I went through a brief period in high school when I was positively obsessed with Jimmy Stewart. It was when I first started to get into older films, and I devoured Harvey, Mr. Smith Goes to Washington, The Philadelphia Story, Destry Rides Again and a bunch of other movies that starred Stewart. I didn’t watch It’s a Wonderful Life, though.
When I was in college, I took a class on Howard Hawkes that also encompassed some of his contemporaries, including It’s a Wonderful Life’s director, Frank Capra. We watched westerns, political movies, and romances, but we never watched It’s a Wonderful Life.
In other words, despite the fact that I really love everything about this movie (including Christmas, which I don’t know if you’ve noticed or not, I kind of love), I haven’t seen It’s a Wonderful Life since I was a pre-teen.

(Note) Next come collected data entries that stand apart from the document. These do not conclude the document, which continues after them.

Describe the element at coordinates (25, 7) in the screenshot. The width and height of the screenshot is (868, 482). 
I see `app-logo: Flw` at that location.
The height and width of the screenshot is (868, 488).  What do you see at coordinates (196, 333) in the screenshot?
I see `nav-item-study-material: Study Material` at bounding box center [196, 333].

Watching it again, I am a little overwhelmed by just how lovely this movie is. At the worst times of the year, I am a sucker for stories about the inherent potency of decency. The tale of George Bailey, who went through a whole lot of tragedy while trying to do good in the world, is probably even more potent now.
At the same time, Capra’s worldview is almost painfully naïve at times. Given the adorably simple economics that power Bailey’s rise to everyman hero, it’s tempting of course to compare the Great Depression-era heroics to the modern Great Recession-era anti-heroics. But Capra’s story isn’t so much about the actual mechanics of the bank story as about the resilience of the human spirit to do good. It’s a Wonderful Life is also the only Christmas movie I’ve watched so far that has God as a character, albeit a starry nebula character.

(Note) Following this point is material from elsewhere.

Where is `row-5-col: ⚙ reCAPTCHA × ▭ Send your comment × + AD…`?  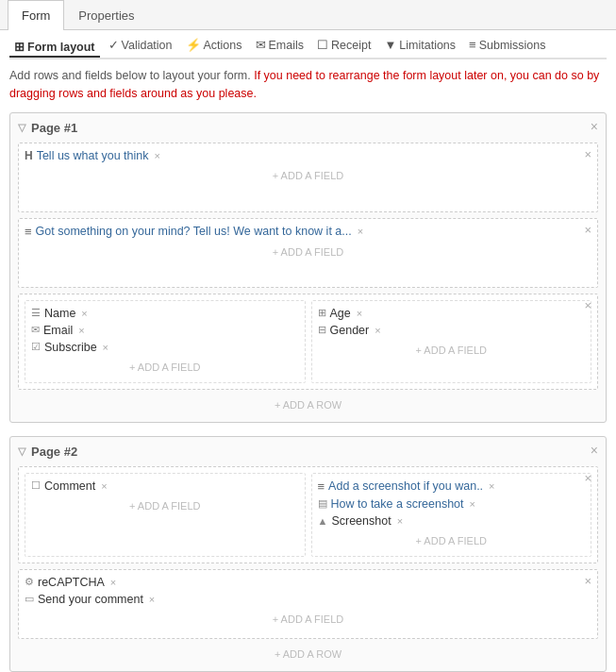
row-5-col: ⚙ reCAPTCHA × ▭ Send your comment × + AD… is located at coordinates (308, 604).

Now to the plot, It’s A Wonderful Life is told in medias res, starting with an angel (Clarence) getting the job of saving George Bailey. Then, it quickly starts with the beginning of Bailey’s life. Bailey’s life, on the face of it, was not a big life. He yearned for one. He talked a big game about traveling the world and leaving the town he grew up in in the dust. And he worked hard for it. But every time he tried to leave, the universe (God?) stops him. He’s about to leave for Europe, his Dad has a stroke. He’s about to go to college, the evil Mr. Potter threatens to take over his business. Four years later, his brother comes home with a wife who offers the brother a way out of their town.
George, smart, kind, and compassionate George, ends up staying in town and he never leaves. The taint of that failure (in George’s eyes) follows him into his future, and even as he builds a life for himself in Bedford Falls there’s always a part of him that wonders if he wasn’t meant for something more.
When Clarence steps in to stop a Depression-era George from committing suicide, he shows Bailey what life would be like in Bedford Falls without him.

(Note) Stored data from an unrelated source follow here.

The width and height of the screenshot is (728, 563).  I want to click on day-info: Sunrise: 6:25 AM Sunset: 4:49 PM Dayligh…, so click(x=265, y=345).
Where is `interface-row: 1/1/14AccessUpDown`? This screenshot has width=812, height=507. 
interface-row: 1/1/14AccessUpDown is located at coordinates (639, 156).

The movie is ready to show us just how big a life Bailey actually lived.
This is pure Capra. His overwhelming belief in the American ideal, even in the face of tragedy, and in the power of the righteous individual is exactly what I mean by “naïve.” But it’s also what makes It’s a Wonderful Life a Christmas classic, a stalwart reminder that despite everything in the world there’s the capacity for good and change. George’s decision to stick around and stick to his guns is what enables the goodness of the whole town to shine through.
There’s a reason that TV shows and movies alike have been stealing this plot for years. It’s absurdly moving. Who hasn’t occasionally looked around at their life and wondered if the world around them would be better without them? Who hasn’t occasionally wondered if the road not taken was the right one? But the original, by mixing Christmas and Capra and the greatest parts of the “Greatest Generation,” is profoundly moving.

By the time the hapless angel Clarence shows up and starts showing George what life would be like without him, you’re already an hour and a half in, and deeply invested in this man’s salvation. He shows him a world without one man’s goodness, and shows the incredible ways that one life can touch all the others. I dare you to sit through the whole movie and not tear up when all the town’s people we’ve spent this movie with show up to help old George out. I know I sure couldn’t.

Random Observations: 

“Mr. Potter, that this rabble you’re talking about… they do most of the working and paying and living and dying in this community. Well, is it too much to have them work and pay and live and die in a couple of decent rooms and a bath?” The 99% should adopt this as their motto

“You know, George, I feel that, in a small way, we are doing something important. Satisfying a fundamental urge. It’s deep in the race for a man to want his own roof and walls and fireplace, and we’re helping him get those things in our shabby little office.” Don’t you wish the people at the big banks felt this way about their jobs?

“Why don’t you go to the riffraff you love so much and ask them to lend you the money?” awww, Mr. Potter, what beautiful foreshadowing.